05/29/2022 / By Cassie B.
The media hysteria surrounding monkeypox is largely leaving out one very important part of the story: The disease poses very little risk to most people and is being spread largely through men having sex with men.
This is something that even the World Health Organization has quietly admitted. In confirming around 200 cases of the virus on Monday, WHO officials said that while anyone can technically contract it, the recent surge has been tied to homosexual men.
In fact, Dr. David Heymann, who served as the chair of a meeting of the WHO’s advisory group on infectious disease, said that the leading theory explaining the spread was sexual transmission at events recently held in Spain’s Canary Islands and Belgium. In the past, monkeypox has not triggered widespread outbreaks outside of Africa, where the disease is endemic in animals.
Heymann told The Associated Press: “We know monkeypox can spread when there is close contact with the lesions of someone who is infected, and it looks like sexual contact has now amplified that transmission.
“It’s very possible there was somebody who got infected, developed lesions … and then spread it to others when there was sexual or close, physical contact.”
Of course, if they drew attention to that fact, it would make it harder for them to convince the masses to line up for the monkeypox vaccine that will inevitably be pushed on the population much in the same way that people are being bullied into getting COVID-19 vaccines.
Belgian officials have already announced a mandatory 21-day quarantine for people who contract the disease, while Germany has confirmed four cases of monkeypox stemming from exposure at “party events … where sexual activity took place.”
Speaking on Real America’s Voice, former WHO Consultant and Senior Advisor to the U.S. Department of Health and Human Services for the COVID-19 response, Dr. Paul Alexander called the hysteria a “gross overreaction” to a disease that is much milder than smallpox. He said that there is a small chance of droplet infection but the risk to the general population is low overall. While it’s prudent to keep an eye on it for public health reasons, there is no reason to overreact.
Epidemiologist Dr. Peter McCullough echoed this sentiment, calling for people to keep calm as the disease has a low risk of spreading and is relatively easy to treat with proper medical care.
Speaking on The Alex Jones Show, he noted: “There should be absolutely no panic. It’s almost analogous to chickenpox and someone having lots of pustular vesicular lesions is readily identified. We can manage this. The treatment is actually very well tolerated. TPOXX drug taken twice a day is perfectly fine.”

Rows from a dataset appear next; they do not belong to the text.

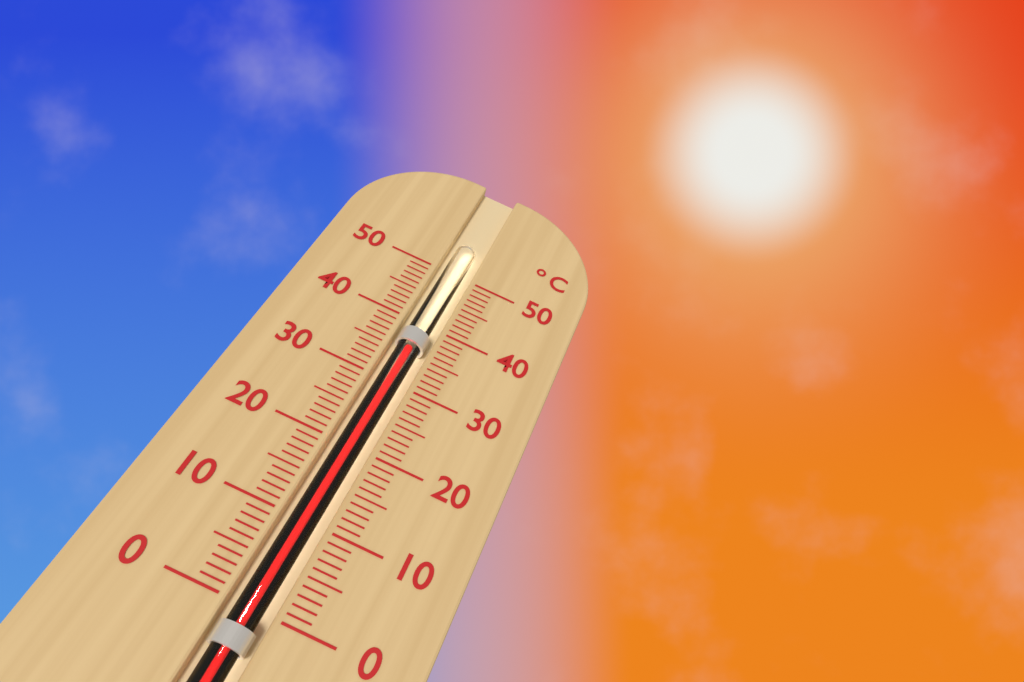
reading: 36 °C
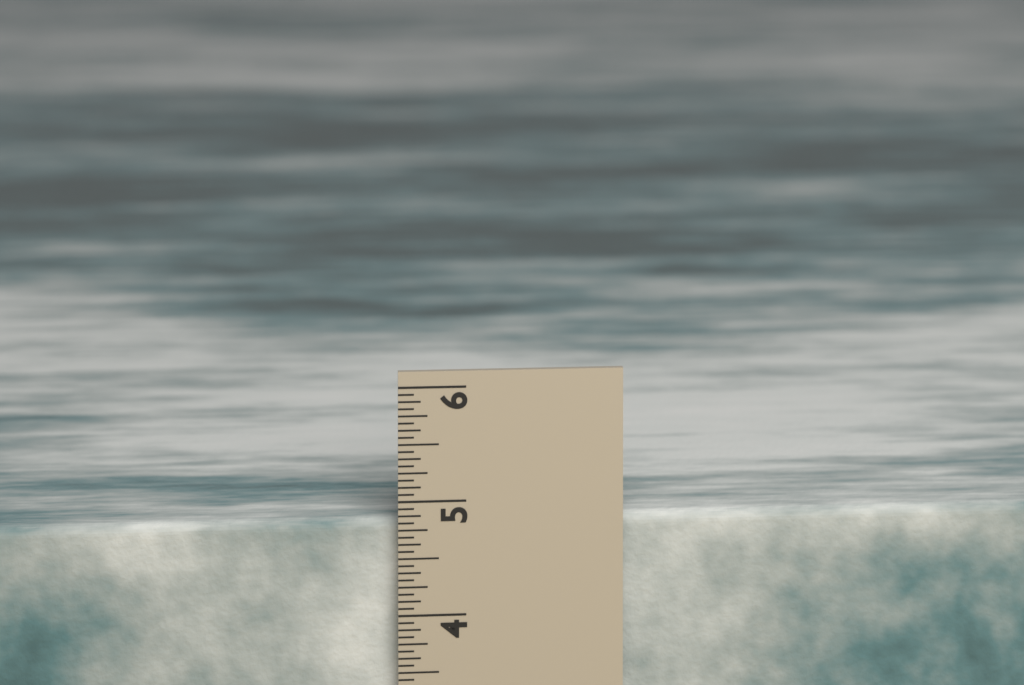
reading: 4.8125 in
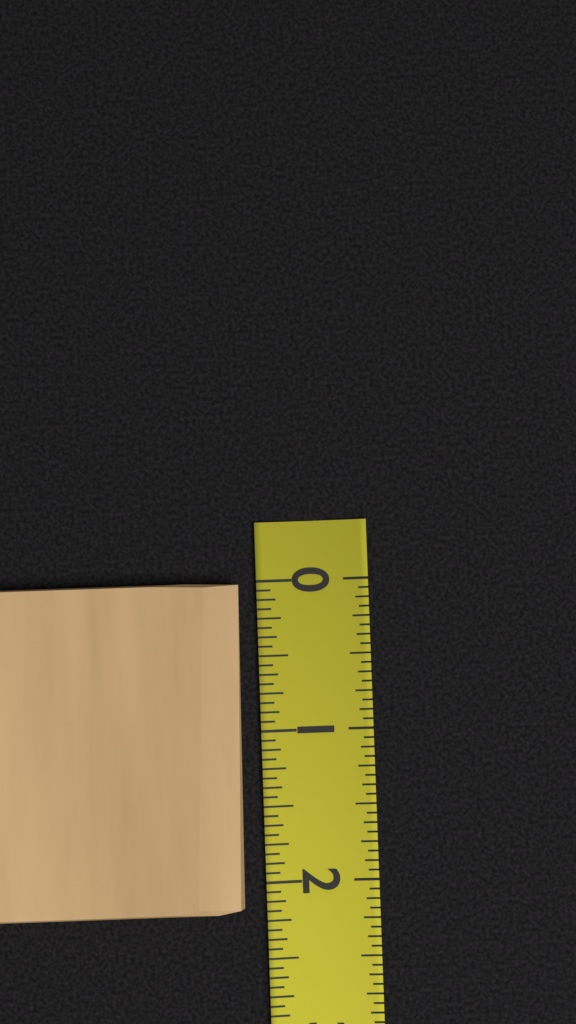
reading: 2.1875 (no unit)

To illustrate its limited spread, he pointed out that there have been just 700 reported cases of monkeypox in the last half century, nearly all of them in the Congo. Moreover, it has plenty of symptoms, making it easy to identify people who have the disease so its spread can be limited. He added that governments buying up millions of vaccine doses was a “hyperbolic response.”

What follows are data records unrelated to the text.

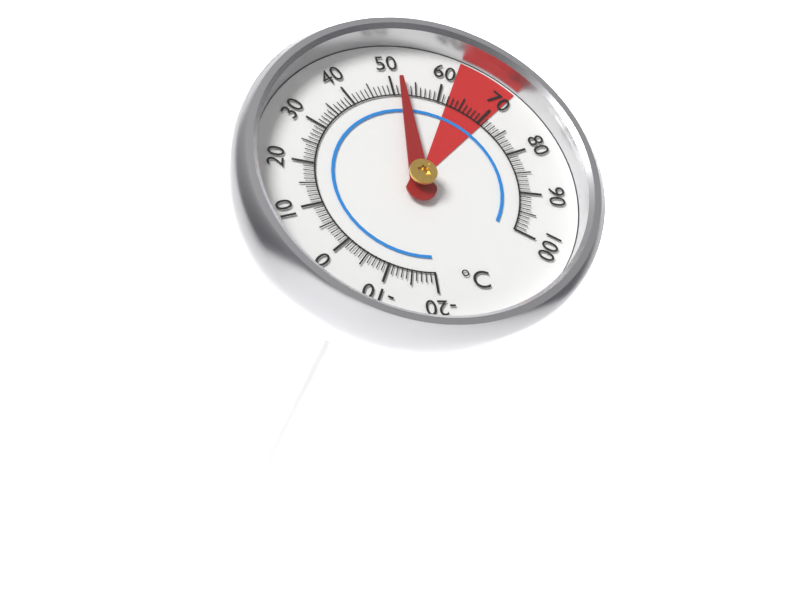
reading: 52 °C
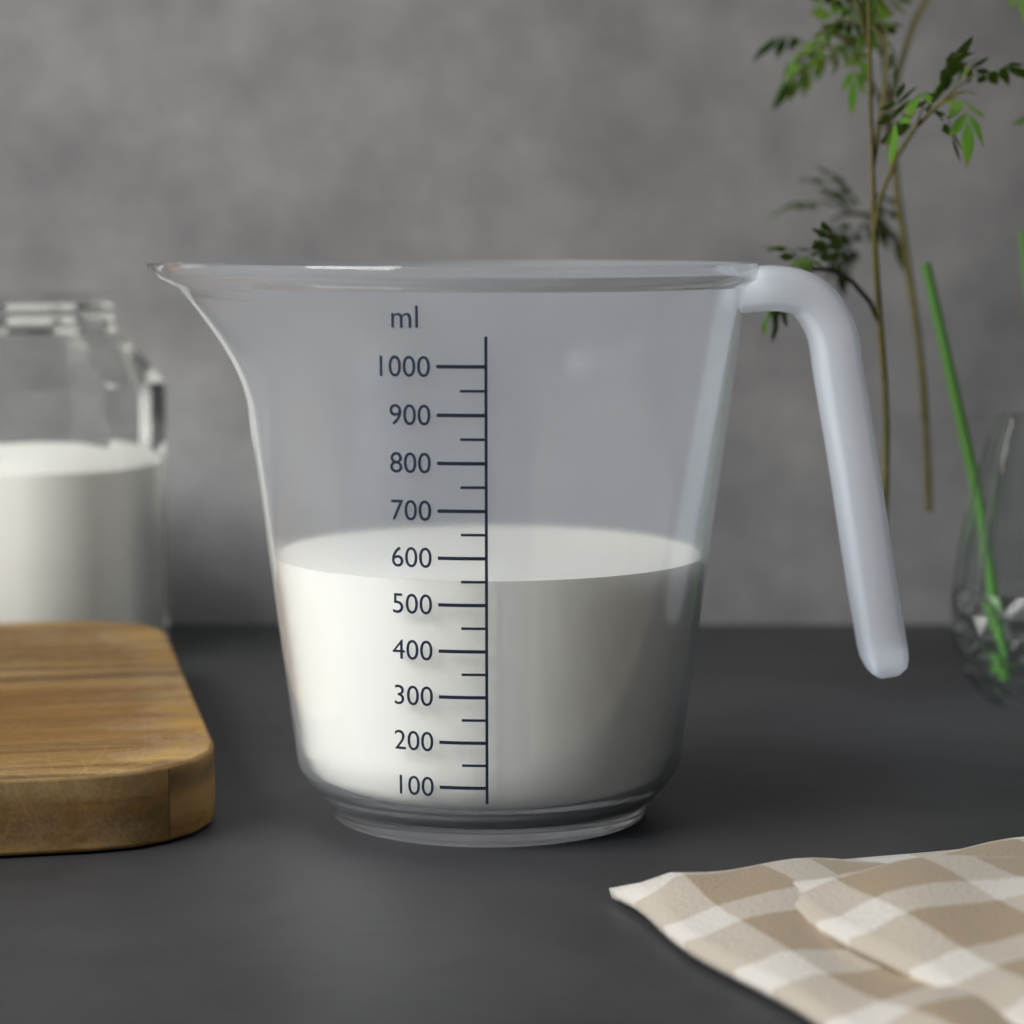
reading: 550 ml
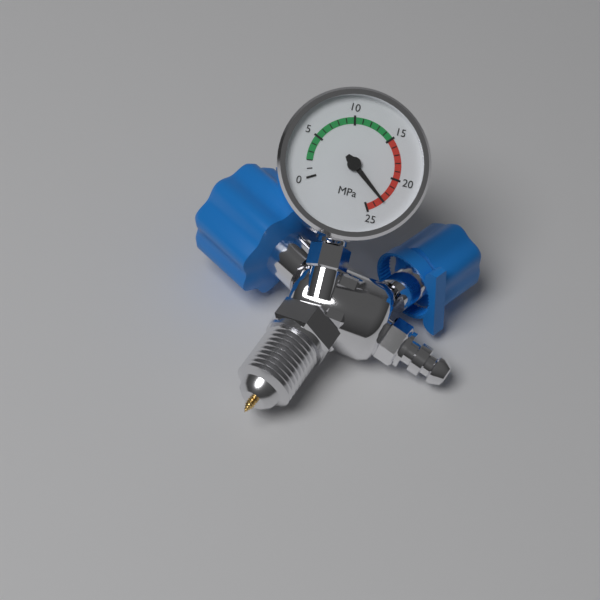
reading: 23 MPa
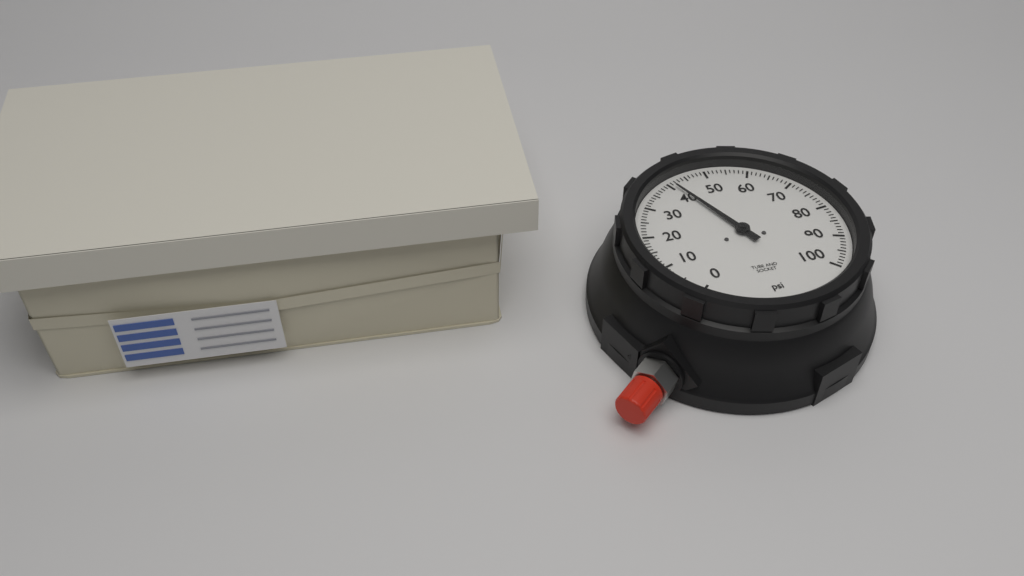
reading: 41 psi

According to experts, monkeypox does not spread as easily among humans as Covid because it requires close intimate contact and mainly enters the body through broken skin via bodily fluids. It’s a self-limiting illness, and most people will recover within a few weeks, even without treatment.
Unfortunately, as long there is money to be made on vaccines, there will be no end to the fearmongering over this and other diseases. The Covid pandemic has demonstrated just how much money there is to make from disease outbreaks, and now everyone is looking for the next cash cow.